Which is not to say that being a cheerleader isn't hard work, above and beyond dodging the advances of all the Lester Burnhams and Ted Bundys of the world. Anyone who has ever worked in customer service knows how hard it is to remain perky and cheerful for three straight hours; doing that while jumping up and down and balancing precariously on a colleague's outstretched arm has to require great skill and practice. These women (and guys, too) are indeed athletes. So why not use them as fodder for a sports movie? The porn industry has already exhausted most of the other possibilities.

Well, Bring It On isn't exactly a sports movie. It also isn't quite a titillation movie. It's sort of a parody, but not really, because it takes the requisite athletic ability seriously. But it's never quite clear whether director Peyton Reed means to mock or praise. Case in point: A key character's emotional low point received howls of laughter from the audience. And yet the film is infectious, like one of its many original titles, Cheer Fever. It grows on you. It's even self-aware enough to begin with an audacious cheer routine that apes American Beauty in parts; the girls chant such lines as "I swear I'm not a whore" and "You can look but don't you hump."

Kirsten Dunst plays Torrance (known as Tor), who is voted head cheerleader when the retiring Tori Spelling-esque Big Red (Lindsay Sloane) goes away to college. Over the objections of her brattier squadmates, she recruits the new misfit transfer student Missy (Eliza Dushku, Faith on TV's Buffy the Vampire Slayer), who, being from L.A., is totally goth and well versed in physical combat. Unfortunately Missy also brings with her the source of the film's conflict: the revelation that Big Red stole all the cheerleading-competition routines from a rival squad in East Compton. ("I know you don't think a white girl made that shit up," declares that school's head cheerleader.) On the other hand, she does have a sexy brother who likes the Clash, and who, despite being in high school, looks old enough to have been a fan while the band was still touring.

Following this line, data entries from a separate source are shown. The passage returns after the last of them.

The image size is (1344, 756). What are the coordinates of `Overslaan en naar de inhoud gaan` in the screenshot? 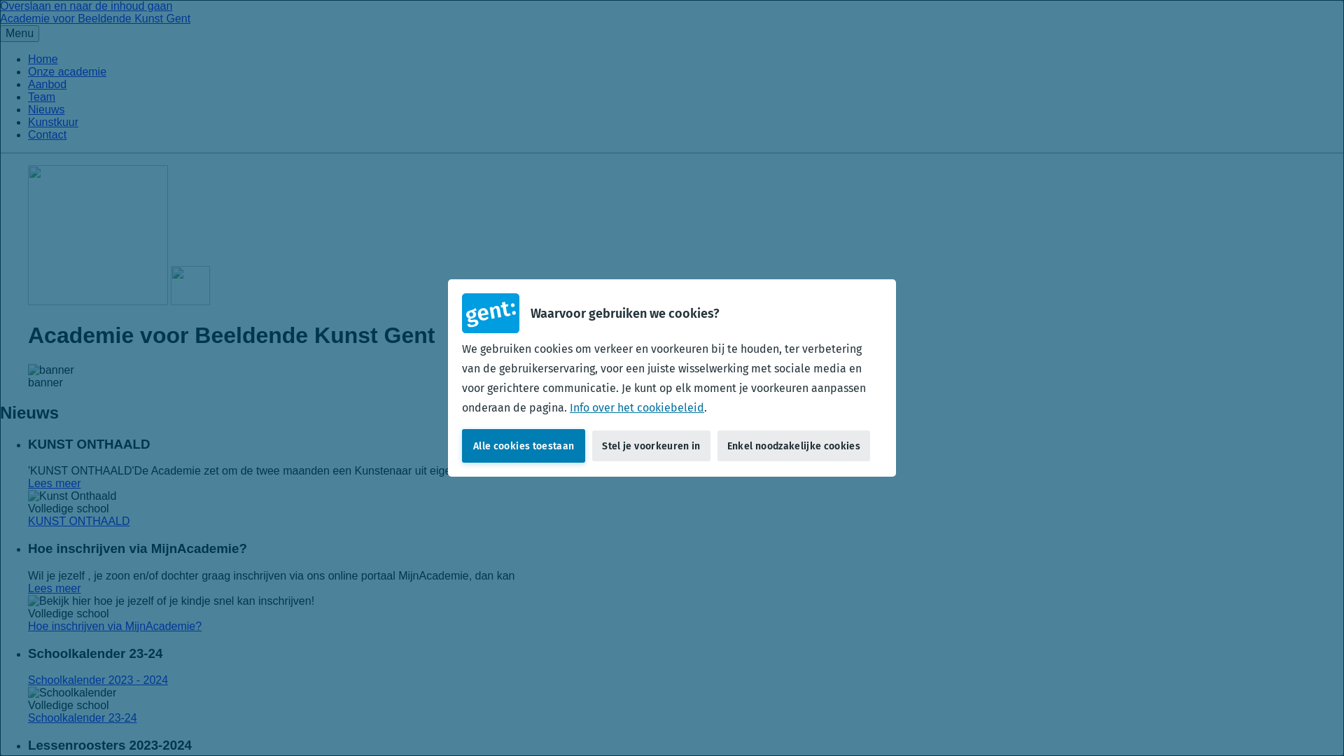 It's located at (85, 6).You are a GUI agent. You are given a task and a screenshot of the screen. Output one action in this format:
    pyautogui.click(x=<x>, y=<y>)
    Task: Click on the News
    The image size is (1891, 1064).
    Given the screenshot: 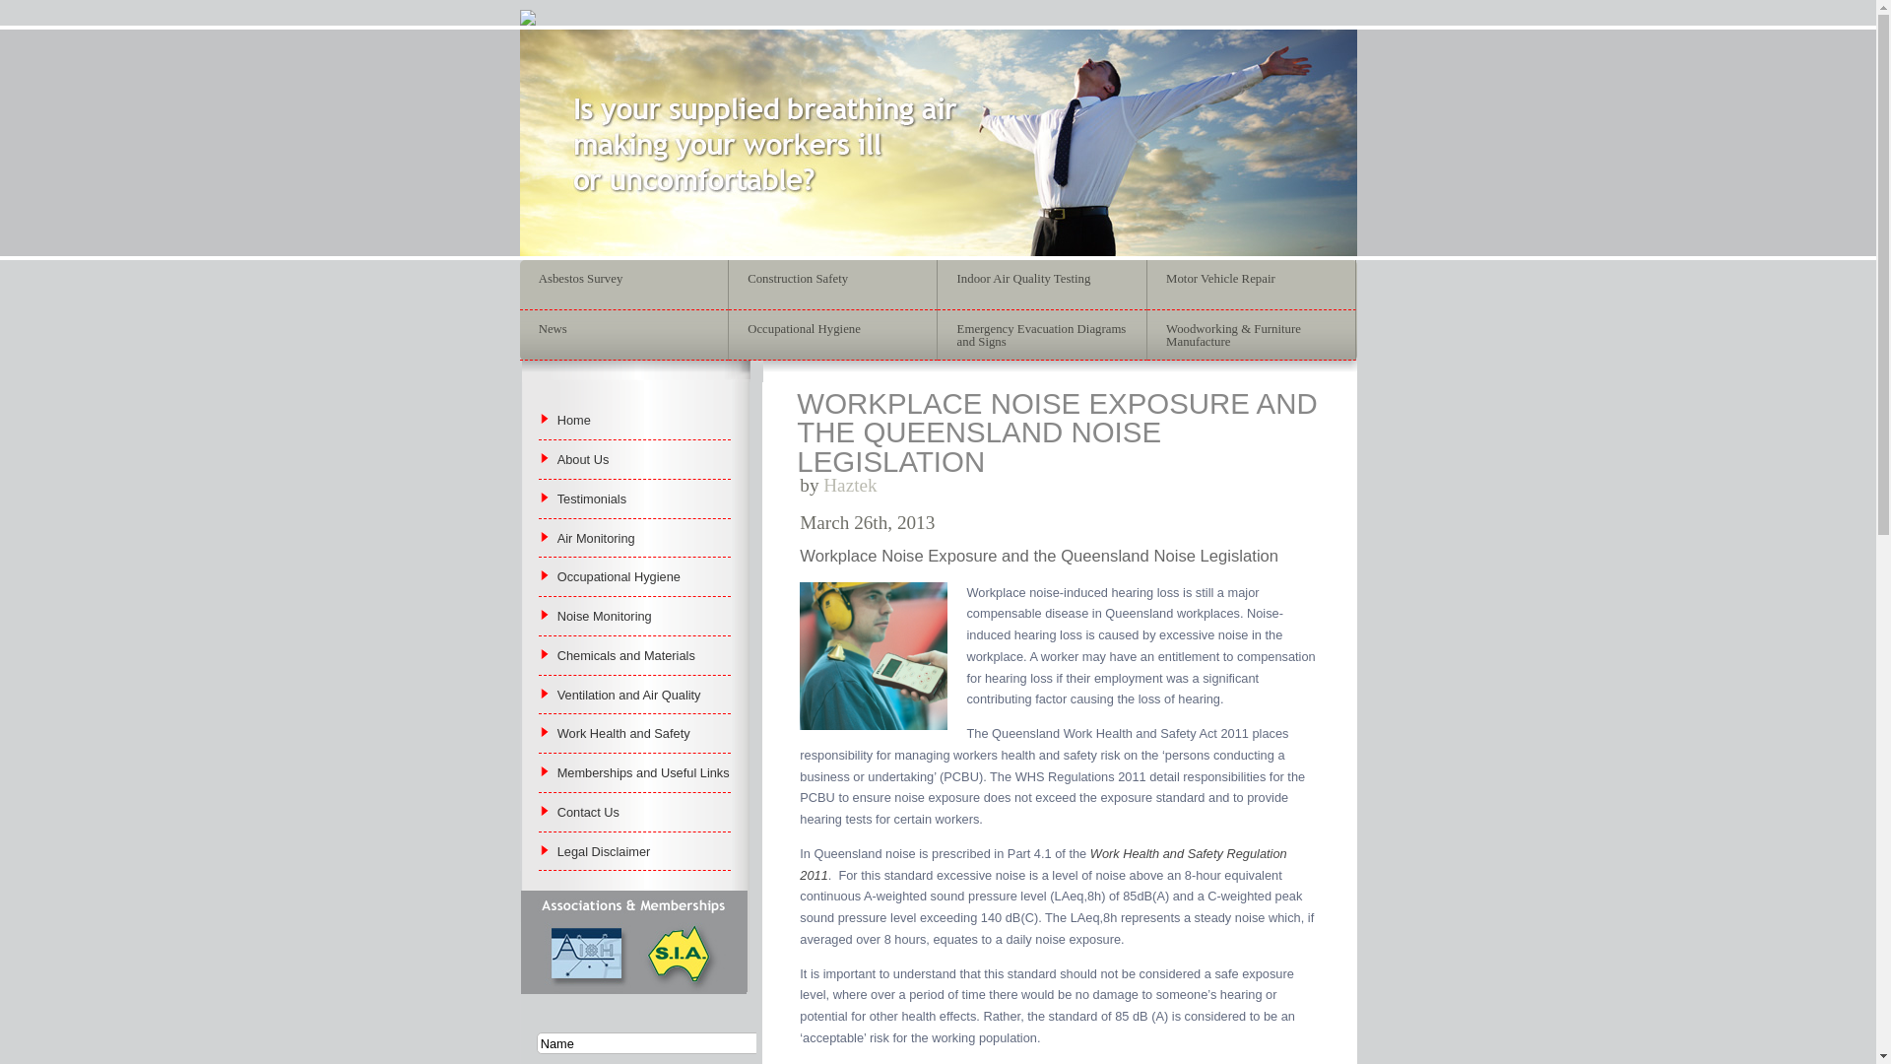 What is the action you would take?
    pyautogui.click(x=624, y=330)
    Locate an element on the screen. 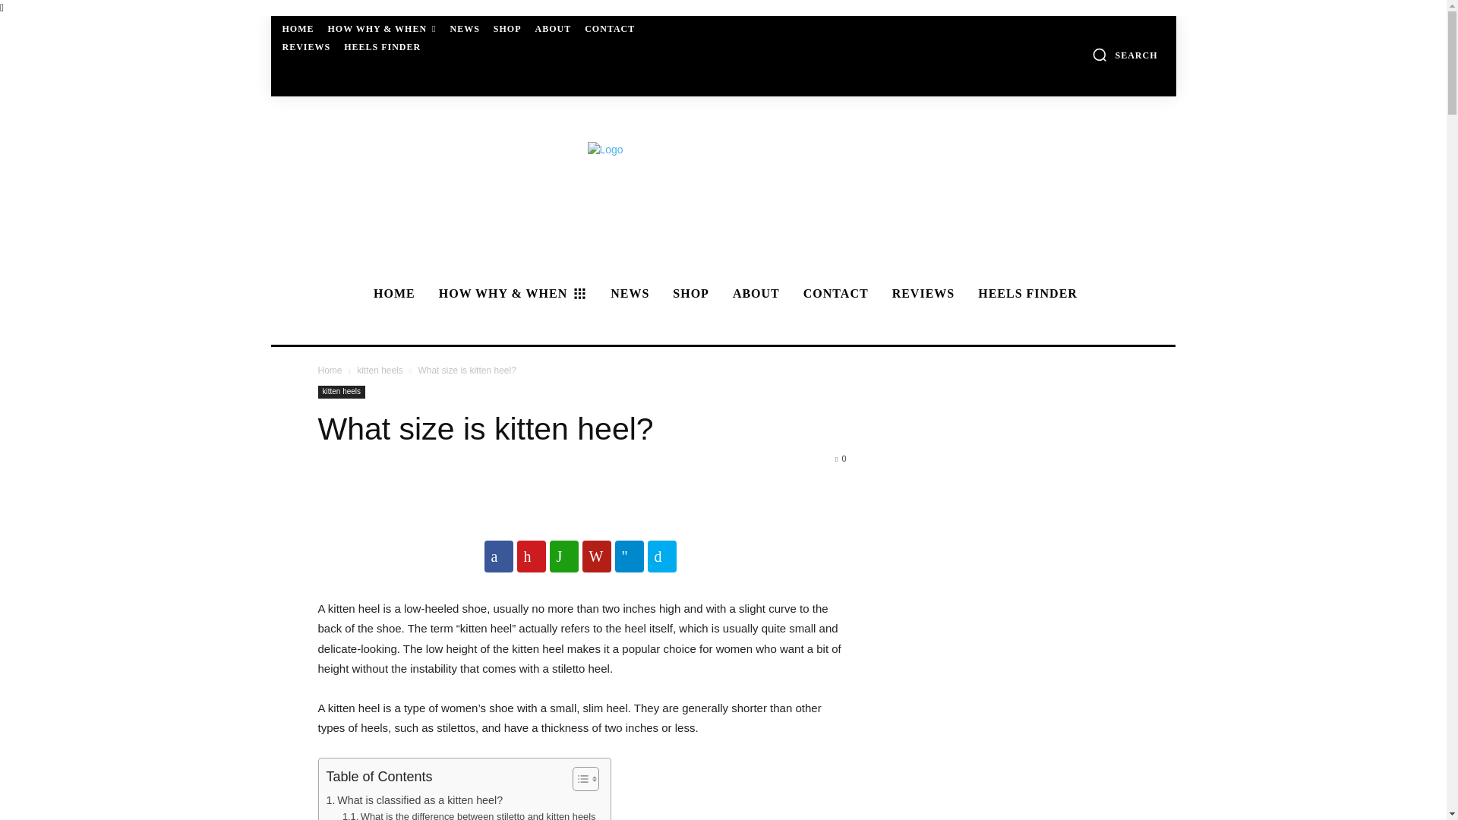  Share on WhatsApp is located at coordinates (564, 556).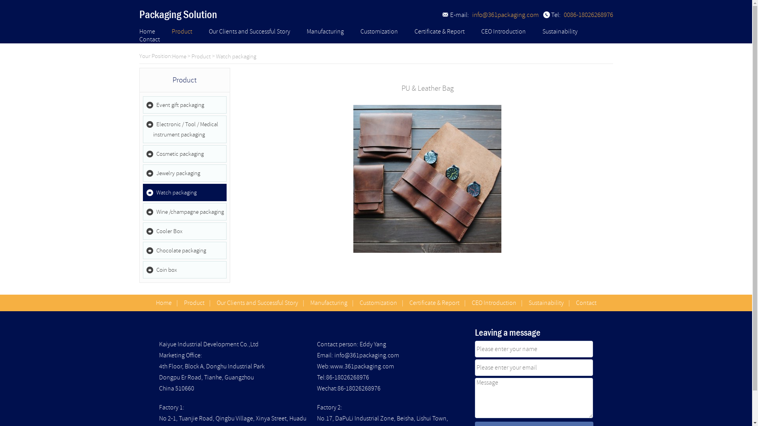  Describe the element at coordinates (325, 32) in the screenshot. I see `Manufacturing` at that location.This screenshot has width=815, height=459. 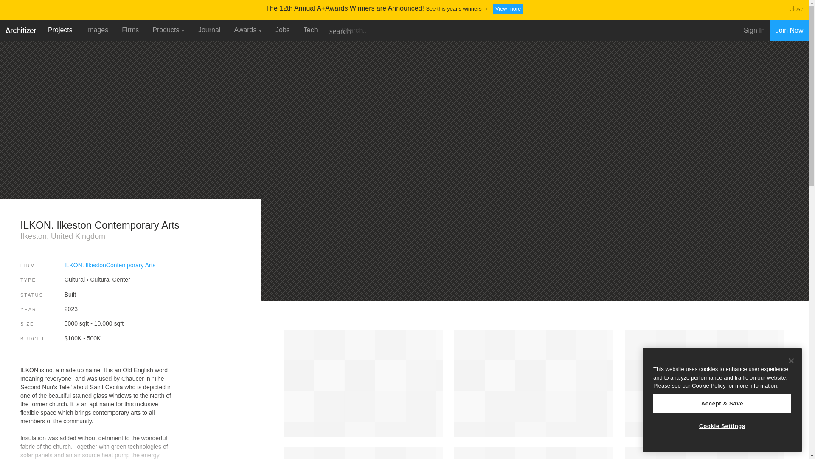 What do you see at coordinates (209, 30) in the screenshot?
I see `Journal` at bounding box center [209, 30].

Among the film's more amusing conceits is the idea that while the cheerleaders are award-winners, the football team absolutely sucks, consisting of glazed-over dummies who address everyone as "fag" before high-fiving and laughing moronically. And the dialogue comes fast and furious. There may be one too many variations on "She puts the itch in bitch, she puts the ass in massive" and so on, but there are also some surprisingly smart throwaways, like when Tor tries to get her father to sponsor the South Central team by sarcastically addressing him as "Mr. Level Playing Field."

Unfortunately there is a complete lack of tension, mainly because there aren't any antagonists, and every problem seems to be promptly solved with a group hug. The South Central team members are nice people, and they deserve to win the competition, but we don't know enough about them to fully root for them. We know more about Tor's team, but can we really root for the rich whiteys to crush the dreams of inner-city youth, no matter how much we may like Kirsten Dunst?

Bring It On will fade from memory very quickly, but it's pleasant while it lasts. And it does make a case that cheerleaders are more than, as one character puts it, "dancers who have gone retarded," if not always by much.